The domain of disorder (iii)

December 3, 2016

I made the point yesterday that the disordered domain within Cynefin is one of false confidence, assuming you know how to act without first making an ontological assessment. It is the opposite of chaos in terms of the individual response as to the decision maker nothing seems to be other than as expected. That aspect of disorder is in effect the sub-domain of inauthentic disorder coloured in red on the illustration. But there is also the use of disorder in terms of dynamic transition between domains, authentic disorder and coloured green. I keep thinking about changing the authentic word but I haven’t found anything better so it stands for the moment. In this final post (for the moment) on disorder I want to look at those transitions.

Upfront transitions between directly adjacent domains do not need to use disorder in other than one set of circumstances more fully described in the first disordered dynamic below and that is the lowest risk, mostly easily managed anyway. To move between Complex and Complicated you increase the constraints to see if you get repetition and/or predictability; if so the transition is achieved, if not try again. Relaxing constraints will shift from Complicated to Complex. Complicated to Obvious and back again is simply a question of the level of enforcement and the degree of flexibility afforded to those with competence. Complex to Chaotic is forced innovation, Ordered to Chaotic is a catastrophic failure induced by complacency.

The shift through disorder is needed for non-adjacent domains. I’ve identified three here and have deliberately not invaded Complex to Obvious as (at the moment) I can’t think of any legitimate need for that dynamic. All movements through authentic disorder always carry a danger, so the trajectory needs to be controlled and have sufficient momentum to prevent falling into the red centre. Someone once suggested that disorder was like an open cast mine. Trucks driving around the edge in danger of falling in. So what are the three?

  1. A shift from ordered to complicated should be able to be achieved directly, but if you have entrained patterns of thinking, a refusal to accept some variation then a disruptive approach may be needed.  So if we have a set of bureaucratic rules which need revision, but that revision is disputed by those responsible we are going to have to take a different approach.  The shift is shown as close to the boundaries as it is low risk.  You simply take the existing process and run parallel, contained safe-to-fail experiments to test alternatives.  That is by its nature a complex activity but easy to move over to complicated on an evidence base.  Its all a boundary shift and a shallow  use of disorder.
  2. More serious is where the rigidity of the Obvious domain has reached a level of complacency.  Informal networks are having to work harder and harder to make the system work despite itself.  It is all to frequent in a post BPR, post Sick Stigma world where compliance has become more important than delivery.  The process has become entrained and cannot easily be disrupted.  To change this situation requires a radical shift, moving people to the edge of chaos before shifting into the complex to allow a more sustainable and resilient system change as a whole.   I normally use the illustration of a project I ran many years ago when we exposed the partners of an accounting firm to the full bureaucratic horror of their expenses procedures by making then operational actors in the weekly horror of currency variation calculations, categories splitting and online reconciliation.  The result storm of fury resulted in racially, internally driven change.
  3. The final transition is a innovation one.  Here we have a complicated approach which is over constrained and avoiding radical innovation.  We may simply have failed to realise that the context has shifted, or it may be a paradigm change, a significant switch in the industry, government etc.   Here we need to transit disorder in order to allow a shallow dive into chaos to open up radically new possibilities.   I’ve used the Longitude problem to illustrate this in the past and that is still a good example. I really need to make some more recordings for the same reason I need a new passport – that video is the current me plus thirty five kilos.

Now there is more to come on disorder. It may make sense to have more than two subdomains (my first two examples open this up). I also need to continue the work I am doing on containers and coupling as a new approach to constraint and also to problem definition. I ran the first ever exercise on that in Milan earlier today. But for the moment its time to move on from disorder.

2 responses to “The domain of disorder (iii)”

  1. Rolf F. Katzenberger says:

    Would you say that a stunt like Columbus’ egg might constitute a legitimate use of the Complex to Obvious transition? Or is that just an example for an instant disorder-to-obvious mo(ve)ment of understanding?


- _Exercise_
Set down the whole listing below exactly. The pictures stay out.

- _Information supplied_
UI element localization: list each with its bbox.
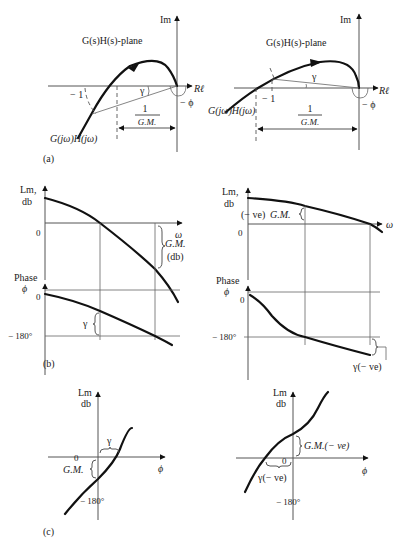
gamma-arc xyxy=(148,86,149,96)
lm-label-1: Lm, xyxy=(222,186,238,197)
gm-fraction-den: G.M. xyxy=(138,117,157,127)
phi-label: ϕ xyxy=(158,463,163,474)
gm-prefix-label: (− ve) xyxy=(241,209,265,221)
zero-label: 0 xyxy=(282,456,287,466)
unit-circle-tick xyxy=(270,68,274,78)
panel-a-label: (a) xyxy=(43,153,54,165)
lm-label-2: db xyxy=(224,198,234,209)
gm-brace xyxy=(299,208,304,220)
gamma-label: γ xyxy=(311,71,317,82)
gamma-leader xyxy=(378,347,386,360)
gamma-brace xyxy=(100,447,119,453)
gain-phase-margin-figure: Im Rℓ G(s)H(s)-plane − 1 γ − ϕ 1 G.M. G(… xyxy=(0,0,408,544)
re-label: Rℓ xyxy=(193,83,204,94)
gamma-brace xyxy=(93,313,99,335)
re-label: Rℓ xyxy=(378,85,389,96)
gm-fraction-num: 1 xyxy=(308,103,313,114)
phase-curve xyxy=(250,295,370,355)
zero-lm-label: 0 xyxy=(36,228,41,238)
phi-arc xyxy=(352,88,368,98)
panel-b-label: (b) xyxy=(43,358,55,370)
curve-label: G(jω)H(jω) xyxy=(50,133,98,145)
gm-brace xyxy=(158,226,165,268)
zero-label: 0 xyxy=(74,453,79,463)
panel-c-label: (c) xyxy=(43,526,54,538)
lm-label-2: db xyxy=(276,398,286,409)
gm-label: G.M.(− ve) xyxy=(304,440,350,452)
gm-fraction-num: 1 xyxy=(143,103,148,114)
gm-unit-label: (db) xyxy=(167,251,184,263)
panel-c-right-nichols-plot: Lm db 0 ϕ G.M.(− ve) γ(− ve) − 180° xyxy=(236,387,368,520)
minus-one-label: − 1 xyxy=(262,93,275,104)
lm-label-2: db xyxy=(22,196,32,207)
phase-label-2: ϕ xyxy=(22,283,27,294)
phase-curve xyxy=(45,294,172,345)
minus180-label: − 180° xyxy=(212,332,237,342)
im-label: Im xyxy=(340,14,351,25)
gamma-brace xyxy=(266,462,291,468)
panel-b-right-bode-plot: Lm, db 0 ω (− ve) G.M. Phase ϕ 0 − 180° … xyxy=(212,186,393,380)
magnitude-curve xyxy=(248,198,382,232)
gamma-label: γ xyxy=(106,435,112,446)
panel-b-left-bode-plot: Lm, db 0 ω G.M. (db) Phase ϕ 0 − 180° γ xyxy=(8,184,186,375)
gamma-brace xyxy=(372,339,378,355)
gm-label: G.M. xyxy=(165,238,186,249)
minus180-label: − 180° xyxy=(8,331,33,341)
omega-label: ω xyxy=(386,219,393,230)
minus-one-label: − 1 xyxy=(70,89,83,100)
minus180-label: − 180° xyxy=(276,497,301,507)
lm-label-1: Lm xyxy=(78,387,92,398)
gm-label: G.M. xyxy=(63,464,84,475)
phase-line xyxy=(92,86,177,114)
curve-label: G(jω)H(jω) xyxy=(208,105,256,117)
plane-label: G(s)H(s)-plane xyxy=(82,35,143,47)
zero-phase-label: 0 xyxy=(36,292,41,302)
minus180-label: − 180° xyxy=(80,496,105,506)
lm-label-2: db xyxy=(81,398,91,409)
gamma-label: γ xyxy=(139,85,145,96)
phase-label-2: ϕ xyxy=(224,286,229,297)
phi-label: − ϕ xyxy=(362,99,375,110)
panel-a-right-polar-plot: Im Rℓ G(s)H(s)-plane − 1 γ − ϕ G(jω)H(jω… xyxy=(208,14,389,150)
plane-label: G(s)H(s)-plane xyxy=(266,37,327,49)
im-label: Im xyxy=(160,14,171,25)
gm-fraction-den: G.M. xyxy=(301,117,320,127)
panel-a-left-polar-plot: Im Rℓ G(s)H(s)-plane − 1 γ − ϕ 1 G.M. G(… xyxy=(48,14,204,152)
gamma-label: γ xyxy=(82,318,88,329)
gm-label: G.M. xyxy=(270,209,291,220)
zero-phase-label: 0 xyxy=(240,295,245,305)
phi-label: − ϕ xyxy=(180,97,193,108)
gm-brace xyxy=(90,460,96,478)
zero-lm-label: 0 xyxy=(238,228,243,238)
magnitude-curve xyxy=(45,198,178,302)
gm-brace xyxy=(296,436,302,456)
phase-label-1: Phase xyxy=(216,275,240,286)
phase-label-1: Phase xyxy=(14,272,38,283)
phi-label: ϕ xyxy=(362,465,367,476)
lm-label-1: Lm, xyxy=(20,184,36,195)
gamma-label: γ(− ve) xyxy=(352,361,382,373)
nyquist-curve xyxy=(78,61,177,138)
panel-c-left-nichols-plot: Lm db 0 ϕ γ G.M. − 180° xyxy=(48,387,165,520)
lm-label-1: Lm xyxy=(273,387,287,398)
gamma-arc xyxy=(306,84,307,88)
gamma-label: γ(− ve) xyxy=(257,472,287,484)
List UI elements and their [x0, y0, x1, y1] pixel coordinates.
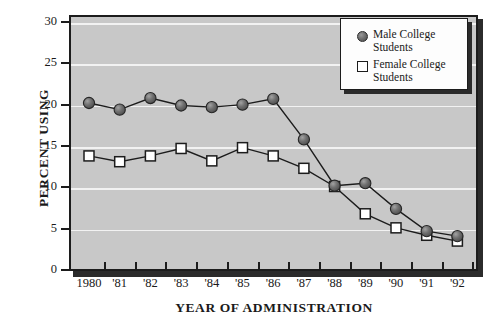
- legend-item-female: Female College Students: [351, 58, 459, 84]
- legend-item-label: Female College Students: [373, 58, 459, 84]
- x-axis-tick: [196, 262, 198, 270]
- x-axis-tick: [319, 262, 321, 270]
- y-axis-tick-label: 15: [17, 138, 57, 153]
- y-axis-tick-label: 25: [17, 55, 57, 70]
- chart-legend: Male College Students Female College Stu…: [340, 18, 468, 90]
- y-axis-tick: [61, 104, 70, 106]
- y-axis-tick: [61, 62, 70, 64]
- legend-item-male: Male College Students: [351, 28, 459, 54]
- y-axis-tick-label: 20: [17, 97, 57, 112]
- y-axis-tick-label: 0: [17, 262, 57, 277]
- y-axis-tick: [61, 186, 70, 188]
- y-axis-tick-label: 30: [17, 14, 57, 29]
- y-axis-tick-label: 10: [17, 179, 57, 194]
- x-axis-tick: [227, 262, 229, 270]
- x-axis-tick: [350, 262, 352, 270]
- x-axis-tick: [380, 262, 382, 270]
- y-axis-tick: [61, 269, 70, 271]
- x-axis-tick: [135, 262, 137, 270]
- gridline: [71, 188, 476, 190]
- x-axis-tick: [472, 262, 474, 270]
- legend-item-label: Male College Students: [373, 28, 459, 54]
- gridline: [71, 106, 476, 108]
- x-axis-tick: [411, 262, 413, 270]
- x-axis-tick-label: '92: [435, 276, 479, 291]
- y-axis-tick: [61, 145, 70, 147]
- gridline: [71, 230, 476, 232]
- open-square-icon: [351, 58, 373, 74]
- y-axis-tick: [61, 21, 70, 23]
- x-axis-tick: [442, 262, 444, 270]
- x-axis-tick: [165, 262, 167, 270]
- filled-circle-icon: [351, 28, 373, 44]
- x-axis-tick: [258, 262, 260, 270]
- gridline: [71, 147, 476, 149]
- x-axis-tick: [104, 262, 106, 270]
- x-axis-title: YEAR OF ADMINISTRATION: [68, 300, 480, 316]
- y-axis-tick-label: 5: [17, 221, 57, 236]
- chart-figure: PERCENT USING 051015202530 1980'81'82'83…: [0, 0, 496, 325]
- x-axis-tick: [288, 262, 290, 270]
- y-axis-tick: [61, 228, 70, 230]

- _Exercise answer_
UI element localization: list each with its bbox.
gamma-arc xyxy=(148,86,149,96)
lm-label-1: Lm, xyxy=(222,186,238,197)
gm-fraction-den: G.M. xyxy=(138,117,157,127)
phi-label: ϕ xyxy=(158,463,163,474)
gm-prefix-label: (− ve) xyxy=(241,209,265,221)
zero-label: 0 xyxy=(282,456,287,466)
unit-circle-tick xyxy=(270,68,274,78)
panel-a-label: (a) xyxy=(43,153,54,165)
lm-label-2: db xyxy=(224,198,234,209)
gm-brace xyxy=(299,208,304,220)
gamma-label: γ xyxy=(311,71,317,82)
gamma-leader xyxy=(378,347,386,360)
gamma-brace xyxy=(100,447,119,453)
gain-phase-margin-figure: Im Rℓ G(s)H(s)-plane − 1 γ − ϕ 1 G.M. G(… xyxy=(0,0,408,544)
re-label: Rℓ xyxy=(193,83,204,94)
gamma-brace xyxy=(93,313,99,335)
re-label: Rℓ xyxy=(378,85,389,96)
gm-fraction-num: 1 xyxy=(308,103,313,114)
phase-curve xyxy=(250,295,370,355)
zero-lm-label: 0 xyxy=(36,228,41,238)
phi-arc xyxy=(352,88,368,98)
panel-b-label: (b) xyxy=(43,358,55,370)
curve-label: G(jω)H(jω) xyxy=(50,133,98,145)
gm-brace xyxy=(158,226,165,268)
zero-label: 0 xyxy=(74,453,79,463)
panel-c-label: (c) xyxy=(43,526,54,538)
lm-label-2: db xyxy=(276,398,286,409)
gm-label: G.M.(− ve) xyxy=(304,440,350,452)
gm-fraction-num: 1 xyxy=(143,103,148,114)
gm-unit-label: (db) xyxy=(167,251,184,263)
panel-c-right-nichols-plot: Lm db 0 ϕ G.M.(− ve) γ(− ve) − 180° xyxy=(236,387,368,520)
minus-one-label: − 1 xyxy=(262,93,275,104)
lm-label-2: db xyxy=(22,196,32,207)
phase-label-2: ϕ xyxy=(22,283,27,294)
phase-curve xyxy=(45,294,172,345)
minus180-label: − 180° xyxy=(212,332,237,342)
im-label: Im xyxy=(340,14,351,25)
gamma-brace xyxy=(266,462,291,468)
panel-b-right-bode-plot: Lm, db 0 ω (− ve) G.M. Phase ϕ 0 − 180° … xyxy=(212,186,393,380)
magnitude-curve xyxy=(248,198,382,232)
gamma-label: γ xyxy=(106,435,112,446)
panel-b-left-bode-plot: Lm, db 0 ω G.M. (db) Phase ϕ 0 − 180° γ xyxy=(8,184,186,375)
gamma-brace xyxy=(372,339,378,355)
gm-label: G.M. xyxy=(165,238,186,249)
minus180-label: − 180° xyxy=(8,331,33,341)
omega-label: ω xyxy=(386,219,393,230)
minus-one-label: − 1 xyxy=(70,89,83,100)
minus180-label: − 180° xyxy=(276,497,301,507)
lm-label-1: Lm xyxy=(78,387,92,398)
gm-label: G.M. xyxy=(63,464,84,475)
phase-line xyxy=(92,86,177,114)
curve-label: G(jω)H(jω) xyxy=(208,105,256,117)
plane-label: G(s)H(s)-plane xyxy=(82,35,143,47)
zero-phase-label: 0 xyxy=(36,292,41,302)
minus180-label: − 180° xyxy=(80,496,105,506)
lm-label-2: db xyxy=(81,398,91,409)
gamma-label: γ xyxy=(139,85,145,96)
phase-label-2: ϕ xyxy=(224,286,229,297)
phi-label: − ϕ xyxy=(362,99,375,110)
panel-a-right-polar-plot: Im Rℓ G(s)H(s)-plane − 1 γ − ϕ G(jω)H(jω… xyxy=(208,14,389,150)
plane-label: G(s)H(s)-plane xyxy=(266,37,327,49)
im-label: Im xyxy=(160,14,171,25)
gm-fraction-den: G.M. xyxy=(301,117,320,127)
panel-a-left-polar-plot: Im Rℓ G(s)H(s)-plane − 1 γ − ϕ 1 G.M. G(… xyxy=(48,14,204,152)
gamma-label: γ xyxy=(82,318,88,329)
gm-label: G.M. xyxy=(270,209,291,220)
zero-phase-label: 0 xyxy=(240,295,245,305)
phi-label: − ϕ xyxy=(180,97,193,108)
gm-brace xyxy=(90,460,96,478)
zero-lm-label: 0 xyxy=(238,228,243,238)
magnitude-curve xyxy=(45,198,178,302)
gm-brace xyxy=(296,436,302,456)
phase-label-1: Phase xyxy=(216,275,240,286)
phase-label-1: Phase xyxy=(14,272,38,283)
phi-label: ϕ xyxy=(362,465,367,476)
lm-label-1: Lm, xyxy=(20,184,36,195)
gamma-label: γ(− ve) xyxy=(352,361,382,373)
nyquist-curve xyxy=(78,61,177,138)
panel-c-left-nichols-plot: Lm db 0 ϕ γ G.M. − 180° xyxy=(48,387,165,520)
lm-label-1: Lm xyxy=(273,387,287,398)
gamma-arc xyxy=(306,84,307,88)
gamma-label: γ(− ve) xyxy=(257,472,287,484)
List UI elements and their [x0, y0, x1, y1] pixel coordinates.
- legend-item-female: Female College Students: [351, 58, 459, 84]
- legend-item-label: Female College Students: [373, 58, 459, 84]
- x-axis-tick: [196, 262, 198, 270]
- x-axis-tick: [319, 262, 321, 270]
- y-axis-tick-label: 15: [17, 138, 57, 153]
- y-axis-tick-label: 25: [17, 55, 57, 70]
- chart-legend: Male College Students Female College Stu…: [340, 18, 468, 90]
- y-axis-tick: [61, 104, 70, 106]
- y-axis-tick: [61, 62, 70, 64]
- legend-item-male: Male College Students: [351, 28, 459, 54]
- y-axis-tick-label: 20: [17, 97, 57, 112]
- y-axis-tick-label: 0: [17, 262, 57, 277]
- y-axis-tick: [61, 186, 70, 188]
- y-axis-tick-label: 30: [17, 14, 57, 29]
- y-axis-tick-label: 10: [17, 179, 57, 194]
- x-axis-tick: [227, 262, 229, 270]
- x-axis-tick: [350, 262, 352, 270]
- x-axis-tick: [380, 262, 382, 270]
- y-axis-tick: [61, 269, 70, 271]
- x-axis-tick: [135, 262, 137, 270]
- gridline: [71, 188, 476, 190]
- x-axis-tick: [472, 262, 474, 270]
- legend-item-label: Male College Students: [373, 28, 459, 54]
- gridline: [71, 106, 476, 108]
- x-axis-tick: [411, 262, 413, 270]
- x-axis-tick-label: '92: [435, 276, 479, 291]
- y-axis-tick: [61, 145, 70, 147]
- gridline: [71, 230, 476, 232]
- open-square-icon: [351, 58, 373, 74]
- y-axis-tick: [61, 21, 70, 23]
- x-axis-tick: [442, 262, 444, 270]
- x-axis-tick: [165, 262, 167, 270]
- filled-circle-icon: [351, 28, 373, 44]
- x-axis-tick: [258, 262, 260, 270]
- gridline: [71, 147, 476, 149]
- x-axis-tick: [104, 262, 106, 270]
- x-axis-title: YEAR OF ADMINISTRATION: [68, 300, 480, 316]
- y-axis-tick-label: 5: [17, 221, 57, 236]
- chart-figure: PERCENT USING 051015202530 1980'81'82'83…: [0, 0, 496, 325]
- x-axis-tick: [288, 262, 290, 270]
- y-axis-tick: [61, 228, 70, 230]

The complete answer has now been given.